- University of Chicago Press
Cul de Sac: Patrimony, Capitalism, and Slavery in French Saint-Domingue
Key Metrics
- Paul Cheney
- University of Chicago Press
- Paperback
- 9780226679259
- 9.02 X 5.98 X 0.62 inches
- 0.89 pounds
- History > Caribbean & West Indies - General
- English
Book Description
Focusing on correspondence between the Ferronnayses and their plantation managers, Cul de Sac proposes that the Caribbean plantation system, with its reliance on factory-like production processes and highly integrated markets, was a particularly modern expression of eighteenth-century capitalism. But it rested on a foundation of economic and political traditionalism that stymied growth and adaptation. The result was a system heading toward collapse as planters, facing a series of larger crises in the French empire, vainly attempted to rein in the inherent violence and instability of the slave society they had built. In recovering the lost world of the French Antillean plantation, Cul de Sac ultimately reveals how the capitalism of the plantation complex persisted not as a dynamic source of progress, but from the inertia of a degenerate system headed down an economic and ideological dead end.
Author Bio
Paul Cheney is an historian of Europe with a specialization in old regime France and its colonial empire. Before beginning his PhD training in history at Columbia University, he studied political economy at the New School for Social Research.
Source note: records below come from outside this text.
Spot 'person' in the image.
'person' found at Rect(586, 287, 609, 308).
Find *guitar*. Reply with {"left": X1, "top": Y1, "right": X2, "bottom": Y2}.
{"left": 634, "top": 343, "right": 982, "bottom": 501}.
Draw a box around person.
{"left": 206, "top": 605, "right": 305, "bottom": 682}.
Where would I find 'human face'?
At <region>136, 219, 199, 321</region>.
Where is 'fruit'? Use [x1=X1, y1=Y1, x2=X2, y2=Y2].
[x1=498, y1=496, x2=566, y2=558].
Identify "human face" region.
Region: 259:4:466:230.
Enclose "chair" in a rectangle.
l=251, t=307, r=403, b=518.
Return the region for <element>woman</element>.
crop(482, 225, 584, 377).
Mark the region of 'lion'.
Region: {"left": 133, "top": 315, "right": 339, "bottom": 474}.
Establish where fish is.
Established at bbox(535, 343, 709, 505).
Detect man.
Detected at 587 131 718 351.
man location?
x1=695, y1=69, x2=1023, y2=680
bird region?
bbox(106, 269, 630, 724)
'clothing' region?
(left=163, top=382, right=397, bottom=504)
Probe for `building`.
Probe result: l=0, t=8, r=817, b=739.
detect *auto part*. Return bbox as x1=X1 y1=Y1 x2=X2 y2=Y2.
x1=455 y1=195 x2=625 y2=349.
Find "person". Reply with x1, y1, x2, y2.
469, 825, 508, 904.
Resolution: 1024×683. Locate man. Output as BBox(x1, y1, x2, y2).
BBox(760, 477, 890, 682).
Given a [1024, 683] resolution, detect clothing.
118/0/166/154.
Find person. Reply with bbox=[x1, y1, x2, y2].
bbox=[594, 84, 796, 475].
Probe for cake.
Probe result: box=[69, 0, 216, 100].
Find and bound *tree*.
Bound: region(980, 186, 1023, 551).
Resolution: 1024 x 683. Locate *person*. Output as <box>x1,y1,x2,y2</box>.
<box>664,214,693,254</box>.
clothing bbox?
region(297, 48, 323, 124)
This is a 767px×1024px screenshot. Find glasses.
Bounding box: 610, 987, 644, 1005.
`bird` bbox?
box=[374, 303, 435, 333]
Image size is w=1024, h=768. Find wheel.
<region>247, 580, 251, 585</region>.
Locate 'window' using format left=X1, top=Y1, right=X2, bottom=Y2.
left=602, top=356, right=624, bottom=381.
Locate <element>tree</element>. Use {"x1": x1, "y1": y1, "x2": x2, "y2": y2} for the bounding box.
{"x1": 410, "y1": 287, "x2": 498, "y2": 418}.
He has taught at Columbia University, the European College of Liberal Arts (Berlin), and the Queen's University of Belfast.
The unifying element of Professor Cheney’s work is an interest in early modern capitalism, and in particular the problem of how modern social and political forms gestated within traditional society. Old regime France serves as an excellent case study in this problem because of the way in which it combined real economic dynamism with deep-seated political and social impediments to growth. He addresses France’s integration into a globalized early modern economy in a methodology diverse way, drawing on intellectual, economic, and social history.
His first book, Revolutionary Commerce: Globalization in the French Monarchy (Harvard University Press, 2010), examined how French philosophes, merchants, and administrators understood the adaptability of the French monarchy to the modernizing forces of primitive globalization.
Currently, he is working on a second book entitled, Cul de Sac: Patrimony, Capitalism, and Slavery in French Saint-Domingue (University of Chicago Press, 2017), a micro-history of one plantation in France’s richest colony. He has published in such journals as The William and Mary Quarterly, Past & Present, Dix-Huitième siècle, and Les Annales historiques de la révolution française.